Sunday 21 March 2010

The Indian Wars - watch out redskins, bang, shoot, kill.

It's a complex subject that could, indeed does, fill many volumes - miles and miles of celluloid have been shot, both fact and fiction, on the subject and these days it's not really a subject that is in vogue with film or book. Maybe it's still a part of history that we have yet to come to terms with, especially in the western genre where whilst it is true there have been many intelligent, sympathetic novels centered around the subject ,there have been a hell of a lot more, cowboy and Indian stories; the noble white man with God on his side socks it to the mindless savage - brute force is all these heathens understand.

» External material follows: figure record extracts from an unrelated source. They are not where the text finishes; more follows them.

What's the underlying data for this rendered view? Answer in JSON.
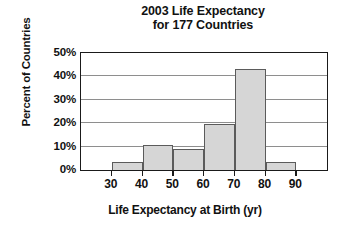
{
  "chart_data": {
    "type": "bar",
    "title": "2003 Life Expectancy for 177 Countries",
    "title_lines": [
      "2003 Life Expectancy",
      "for 177 Countries"
    ],
    "xlabel": "Life Expectancy at Birth (yr)",
    "ylabel": "Percent of Countries",
    "categories": [
      "30-40",
      "40-50",
      "50-60",
      "60-70",
      "70-80",
      "80-90"
    ],
    "bin_edges": [
      30,
      40,
      50,
      60,
      70,
      80,
      90
    ],
    "values": [
      3.5,
      10.8,
      9.0,
      19.5,
      43.0,
      3.5
    ],
    "xlim": [
      20,
      100
    ],
    "ylim": [
      0,
      50
    ],
    "xticks": [
      30,
      40,
      50,
      60,
      70,
      80,
      90
    ],
    "xtick_labels": [
      "30",
      "40",
      "50",
      "60",
      "70",
      "80",
      "90"
    ],
    "yticks": [
      0,
      10,
      20,
      30,
      40,
      50
    ],
    "ytick_labels": [
      "0%",
      "10%",
      "20%",
      "30%",
      "40%",
      "50%"
    ],
    "grid": "horizontal",
    "legend": null,
    "bar_fill_color": "#d6d6d6",
    "bar_edge_color": "#5b5b5b",
    "gridline_color": "#8e8e8e",
    "frame_color": "#1a1a1a",
    "background_color": "#ffffff"
  }
}
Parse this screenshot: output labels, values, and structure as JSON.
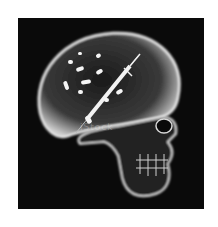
{
  "image": {
    "description": "X-ray style side view of a human skull with pills and a syringe inside the cranium, on a black background",
    "watermark": "iStock",
    "colors": {
      "background": "#0a0a0a",
      "frame": "#ffffff",
      "bone": "#e8e8e8"
    }
  }
}
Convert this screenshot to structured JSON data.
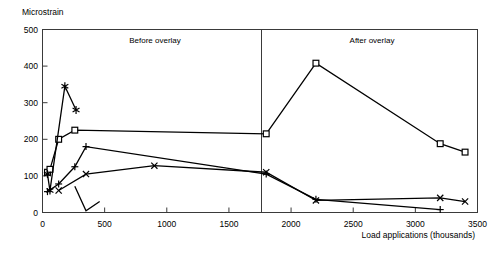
{
  "chart_data": {
    "type": "line",
    "title": "",
    "ylabel": "Microstrain",
    "xlabel": "Load applications (thousands)",
    "xlim": [
      0,
      3500
    ],
    "ylim": [
      0,
      500
    ],
    "xticks": [
      0,
      500,
      1000,
      1500,
      2000,
      2500,
      3000,
      3500
    ],
    "yticks": [
      0,
      100,
      200,
      300,
      400,
      500
    ],
    "grid": false,
    "legend": "none",
    "annotations": [
      {
        "text": "Before overlay",
        "x": 900,
        "y": 470
      },
      {
        "text": "After overlay",
        "x": 2650,
        "y": 470
      }
    ],
    "divider_x": 1800,
    "series": [
      {
        "name": "series-square",
        "marker": "square",
        "x": [
          40,
          60,
          130,
          260,
          1800,
          2200,
          3200,
          3400
        ],
        "y": [
          110,
          118,
          200,
          225,
          215,
          408,
          188,
          165
        ]
      },
      {
        "name": "series-asterisk",
        "marker": "asterisk",
        "x": [
          40,
          60,
          180,
          270
        ],
        "y": [
          105,
          60,
          345,
          280
        ]
      },
      {
        "name": "series-plus",
        "marker": "plus",
        "x": [
          40,
          130,
          260,
          350,
          1800,
          2200,
          3200
        ],
        "y": [
          57,
          78,
          125,
          180,
          105,
          36,
          8
        ]
      },
      {
        "name": "series-cross",
        "marker": "cross",
        "x": [
          130,
          350,
          900,
          1800,
          2200,
          3200,
          3400
        ],
        "y": [
          60,
          105,
          128,
          110,
          33,
          40,
          30
        ]
      },
      {
        "name": "series-unmarked-dip",
        "marker": "none",
        "x": [
          260,
          350,
          460
        ],
        "y": [
          72,
          5,
          30
        ]
      }
    ]
  },
  "yaxis": {
    "label": "Microstrain",
    "ticks": [
      "500",
      "400",
      "300",
      "200",
      "100",
      "0"
    ]
  },
  "xaxis": {
    "label": "Load applications (thousands)",
    "ticks": [
      "0",
      "500",
      "1000",
      "1500",
      "2000",
      "2500",
      "3000",
      "3500"
    ]
  },
  "panels": {
    "before": "Before overlay",
    "after": "After overlay"
  }
}
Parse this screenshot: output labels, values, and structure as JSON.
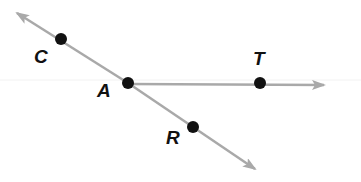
{
  "diagram": {
    "type": "geometry-rays",
    "colors": {
      "ray": "#a9a9a9",
      "point": "#111111",
      "label": "#111111"
    },
    "points": [
      {
        "name": "C",
        "x": 61,
        "y": 39
      },
      {
        "name": "A",
        "x": 128,
        "y": 83
      },
      {
        "name": "T",
        "x": 260,
        "y": 83
      },
      {
        "name": "R",
        "x": 193,
        "y": 127
      }
    ],
    "labels": {
      "C": "C",
      "A": "A",
      "T": "T",
      "R": "R"
    },
    "lines": [
      {
        "name": "line-CR",
        "through": [
          "C",
          "A",
          "R"
        ],
        "arrows": "both",
        "from": [
          16,
          12
        ],
        "to": [
          256,
          170
        ]
      },
      {
        "name": "ray-AT",
        "through": [
          "A",
          "T"
        ],
        "arrows": "end",
        "from": [
          128,
          84
        ],
        "to": [
          325,
          85
        ]
      }
    ]
  }
}
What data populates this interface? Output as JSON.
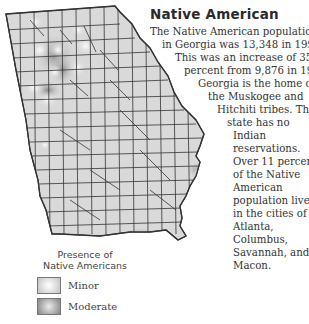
{
  "title": "Native American",
  "body_lines": [
    {
      "text": "The Native American population",
      "x": 150
    },
    {
      "text": "in Georgia was 13,348 in 1990.",
      "x": 162
    },
    {
      "text": "This was an increase of 35.16",
      "x": 175
    },
    {
      "text": "percent from 9,876 in 1980.",
      "x": 184
    },
    {
      "text": "Georgia is the home of",
      "x": 198
    },
    {
      "text": "the Muskogee and",
      "x": 208
    },
    {
      "text": "Hitchiti tribes. The",
      "x": 217
    },
    {
      "text": "state has no",
      "x": 227
    },
    {
      "text": "Indian",
      "x": 233
    },
    {
      "text": "reservations.",
      "x": 233
    },
    {
      "text": "Over 11 percent",
      "x": 233
    },
    {
      "text": "of the Native",
      "x": 233
    },
    {
      "text": "American",
      "x": 233
    },
    {
      "text": "population lives",
      "x": 233
    },
    {
      "text": "in the cities of",
      "x": 233
    },
    {
      "text": "Atlanta,",
      "x": 233
    },
    {
      "text": "Columbus,",
      "x": 233
    },
    {
      "text": "Savannah, and",
      "x": 233
    },
    {
      "text": "Macon.",
      "x": 233
    }
  ],
  "map": {
    "region": "Georgia",
    "fill_color": "#d9d9d9",
    "border_color": "#333333"
  },
  "legend": {
    "title_line1": "Presence of",
    "title_line2": "Native Americans",
    "items": [
      {
        "label": "Minor",
        "color": "#c8c8c8"
      },
      {
        "label": "Moderate",
        "color": "#8e8e8e"
      }
    ]
  }
}
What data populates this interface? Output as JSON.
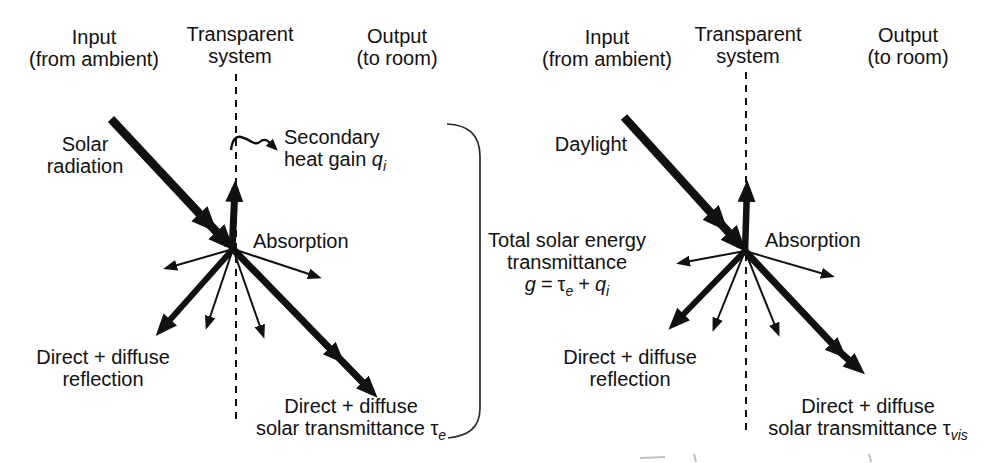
{
  "figure": {
    "background_color": "#ffffff",
    "ink_color": "#111111",
    "type": "solar-and-daylight-transmittance-diagram"
  },
  "left_panel": {
    "header": {
      "input_line1": "Input",
      "input_line2": "(from ambient)",
      "system_line1": "Transparent",
      "system_line2": "system",
      "output_line1": "Output",
      "output_line2": "(to room)"
    },
    "source_line1": "Solar",
    "source_line2": "radiation",
    "secondary_line1": "Secondary",
    "secondary_line2_text": "heat gain ",
    "secondary_symbol": "q",
    "secondary_symbol_sub": "i",
    "absorption_label": "Absorption",
    "reflection_line1": "Direct + diffuse",
    "reflection_line2": "reflection",
    "transmittance_line1": "Direct + diffuse",
    "transmittance_line2_text": "solar transmittance ",
    "transmittance_symbol": "τ",
    "transmittance_symbol_sub": "e"
  },
  "total_note": {
    "line1": "Total solar energy",
    "line2": "transmittance",
    "formula_g": "g",
    "formula_equals": "=",
    "formula_tau": "τ",
    "formula_tau_sub": "e",
    "formula_plus": "+",
    "formula_q": "q",
    "formula_q_sub": "i"
  },
  "right_panel": {
    "header": {
      "input_line1": "Input",
      "input_line2": "(from ambient)",
      "system_line1": "Transparent",
      "system_line2": "system",
      "output_line1": "Output",
      "output_line2": "(to room)"
    },
    "source_label": "Daylight",
    "absorption_label": "Absorption",
    "reflection_line1": "Direct + diffuse",
    "reflection_line2": "reflection",
    "transmittance_line1": "Direct + diffuse",
    "transmittance_line2_text": "solar transmittance ",
    "transmittance_symbol": "τ",
    "transmittance_symbol_sub": "vis"
  }
}
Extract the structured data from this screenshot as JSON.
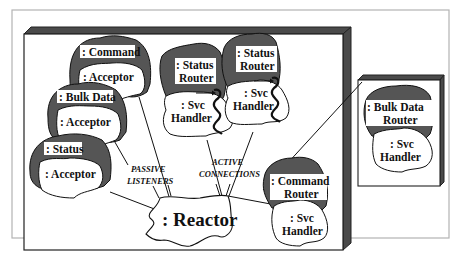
{
  "diagram": {
    "type": "object-collaboration",
    "colors": {
      "background": "#ffffff",
      "outer_frame": "#b0b0b0",
      "box_bevel": "#4a4a4a",
      "shaded_blob": "#555555",
      "white_blob": "#ffffff",
      "stroke": "#111111"
    },
    "acceptors": [
      {
        "top_label": ": Command",
        "bottom_label": ": Acceptor"
      },
      {
        "top_label": ": Bulk Data",
        "bottom_label": ": Acceptor"
      },
      {
        "top_label": ": Status",
        "bottom_label": ": Acceptor"
      }
    ],
    "status_routers": [
      {
        "top_line1": ": Status",
        "top_line2": "Router",
        "bottom_line1": ": Svc",
        "bottom_line2": "Handler"
      },
      {
        "top_line1": ": Status",
        "top_line2": "Router",
        "bottom_line1": ": Svc",
        "bottom_line2": "Handler"
      }
    ],
    "command_router": {
      "top_line1": ": Command",
      "top_line2": "Router",
      "bottom_line1": ": Svc",
      "bottom_line2": "Handler"
    },
    "bulk_data_router": {
      "top_line1": ": Bulk Data",
      "top_line2": "Router",
      "bottom_line1": ": Svc",
      "bottom_line2": "Handler"
    },
    "reactor": {
      "label": ": Reactor"
    },
    "annotations": {
      "passive_line1": "PASSIVE",
      "passive_line2": "LISTENERS",
      "active_line1": "ACTIVE",
      "active_line2": "CONNECTIONS"
    }
  }
}
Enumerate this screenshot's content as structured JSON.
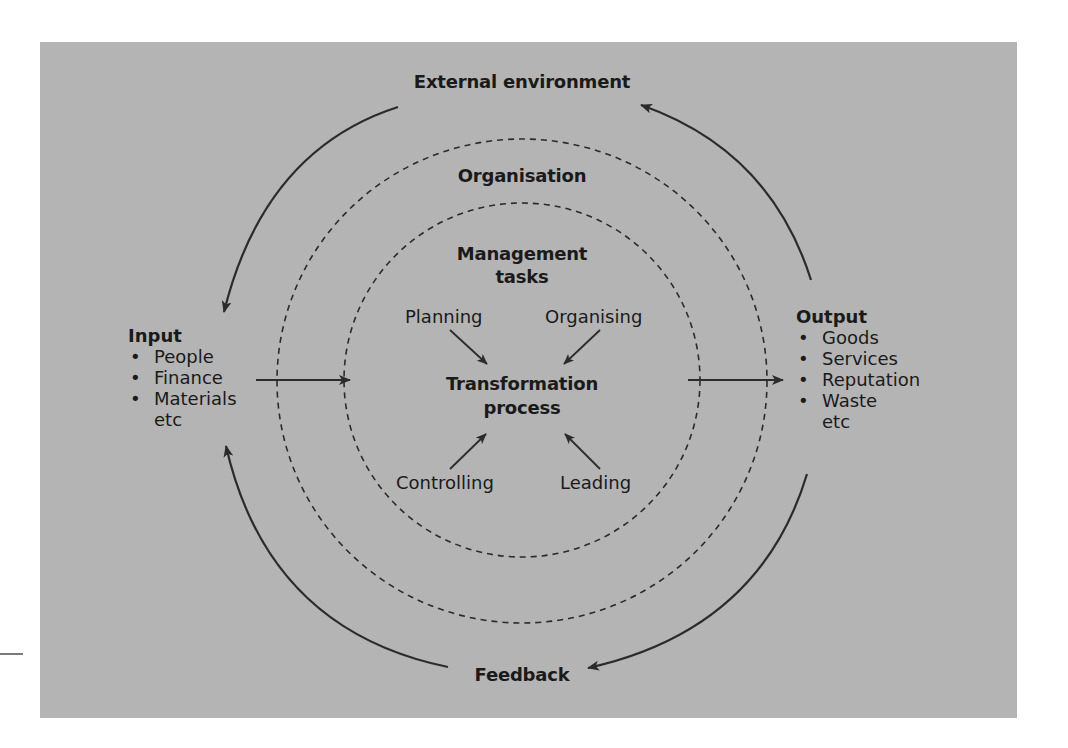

The Indian wars were not simply a case of white Americans against the red natives, but at differing points in history, the Spanish, English and French were notably at war with the native Americans. I myself, am not qualified or knowledgeable enough to make any final assessment on the Indian wars. They represent a part of history, with blame and shame on both sides. But it is history all the same, a part of a different world to the one we have today - though there are still wrongs being committed on nations by nations around the world...perhaps there always will be. Maybe it's an intrinsic part of the human experience - I want that gold, oil, land, woman, death star (delete where applicable for conflict of choice.)

Now for the purpose of fiction, film or print, it is usually the American Indian Wars that we turn to - the period used by so many cowboy and Indian tales. The publisher of my own westerns, the wonderful Robert Hale LTD don't want novels centered around The Indian Wars, maybe of the opinion that the oppression of the minority by powerful aggressors are not the stuff of entertainment in the modern world. And maybe they are correct in this assumption - and of course could one do this complex subject justice in a 45,000 word adventure? I think not and you write for your market. But all the same you won't find the Indians portrayed as mindless dumb savages in modern fiction. There are a great many books that deal brilliantly with the Indian wars - Terry C Johnston's Sioux Dawn is, I think, remarkable and Larry Mcmurtry's Lonesome Dove series has a lot to say on the subject. Hell, they don't give the Pulitzer for nothing, you know.


But maybe the time is now right for the definitive Indian wars novel , the book to end all books on the subject, the one book to rule them all- I can feel it in the air. And someday soon someone out there is going to write it....the lucky bastard!

7 comments:

Mark E. said...
This comment has been removed by the author.
Mark E. said...

J.W. Wilbarger wrote "Indian Depredations in Texas" in the 1880s. It is a very thick piece, taken from interviews of witnesses, survivors and family members. It is not "politically correct." Keep in mind he saw his brother scalped and die a couple of years later. That in mind, it is an interesting and fascinating study of not only the war that raged in Texas, but also the mind-set of those earlier settlers. Were all Indians bad? No. Were all whites good? Absolutely not. I think what was at hand were two cultures at opposite ends of their view of "right and wrong." Keep in mind to, the attitudes gained in the 1800s were handed down to the next generations ... I had an uncle, born in 1920, who hated the Indians as much as his grandfather. Perhaps the most intriguing, and sad, story is that of Cynthia Ann Parker, captured by the Comanches when she was 9, married, had children and was re-taken by whites in 1860. She was Comanche by then, and died a heart-broken woman.

Gary Dobbs/Jack Martin said...

And of course the Ann Parker story influenced The Searchers somewhat.

Nik Morton said...

Plenty of novels do the subject justice - with a capital 'J'. Dances with Wolves was excellent, Hanta Yo was highly regarded though you probably won't see it on bookshelves now... Many of the constraints/strictures are due to the political correct brigade who have no sense of humour, no sense of history and, possibly, no sense at all...

Mark E. said...

Was told, don't know how true it is, that the major influence on The Searchers was the story of Britt Johnson.

beverly said...

I'm no expert either, but I did once know someone who was an expert. She said that the native Americans nowadays didn't like books/films that sentimentalised them too much either.Sometimes, books/films do swing from showing Indians as savages to hard done by nobles. What they want are just books/films that show them how they really were, a mixed bunch with good and bad in their midst, like anyone else, no bias either way.

D M Harrison said...

I've a follow up to 'The Comanche's Revenge' - 'The Comanche Fights Again'. It's due out in June 2013 and involves the Palo Duro Canyon battle which more or less wiped out the resistance of the Native American Indians to going and staying on the Reservations.
Robert Hale Ltd, my wonderful publisher, has requested (that might not be the word :( ) no more fights between the Cavalry and Indians.
It's sometimes difficult to ignore the conflicts of the various groups when you write about a period in history which lasts less than a 100 years.